Charlie Buttrey

September 12, 2023

Since the COVID pandemic, shifts in population—from states like California and New York to destinations such as Texas and Florida—have been well documented. But those numbers measured everyone leaving a state, irrespective of whether they were born there.

But which states are best at retaining their native residents—in other words, in demographic terms, which states are the stickiest?  This is an issue that plagues a number of states, including mine. Vermont is very good at educating its young people. Unfortunately, after having invested hundreds of thousands of dollars in each child over the course of 13 years of public education, we then see them leave the state at fairly high rates.

The good news in the Green Mountains is that Vermont does not rank in the bottom five of the “stickiness” scale; that honor belongs to Wyoming, where only 45.2% of natives remain. The rest of the bottom four? North Dakota (48.6%), Alaska (48.7%), South Dakota (54.2%) and Rhode Island (55.2%).
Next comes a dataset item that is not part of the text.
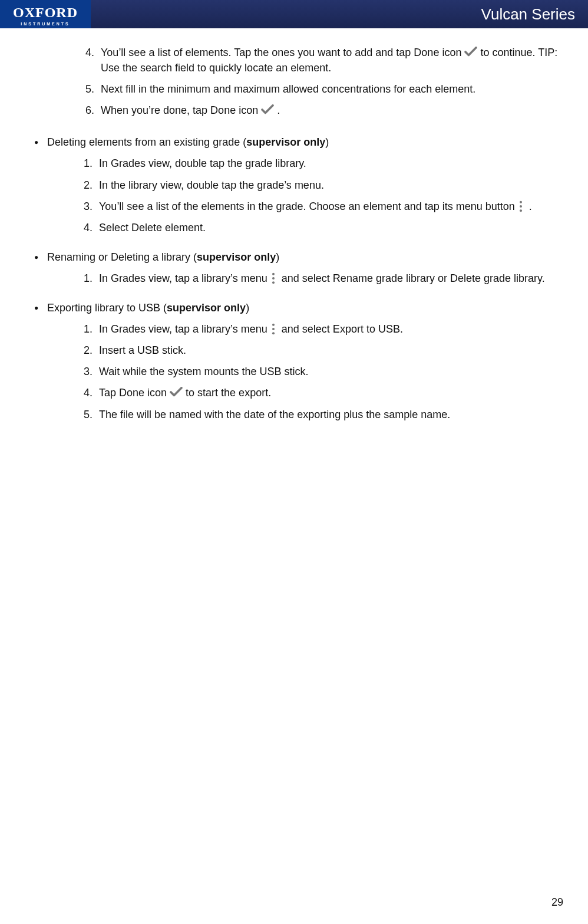  Describe the element at coordinates (327, 185) in the screenshot. I see `step-item: In the library view, double tap the grad…` at that location.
At the other end of the spectrum, Texas is the stickiest state in the country by far, with approximately 82% of native Texans still living there in 2021. The next stickiest states are North Carolina (75.5%), Georgia (74.2%), California (73.0%) and Utah (72.9%).

What do the five stickiest states have that the five least-sticky lack? Cities.  Altogether, the five stickiest states have 15 metropolitan statistical areas with populations exceeding 1 million; among the five least-sticky states, there is only one such metro (Providence, Rhode Island). Even when including smaller cities, those top stickiest states have 28 metros with 500,000 or more residents versus still just one among the bottom five.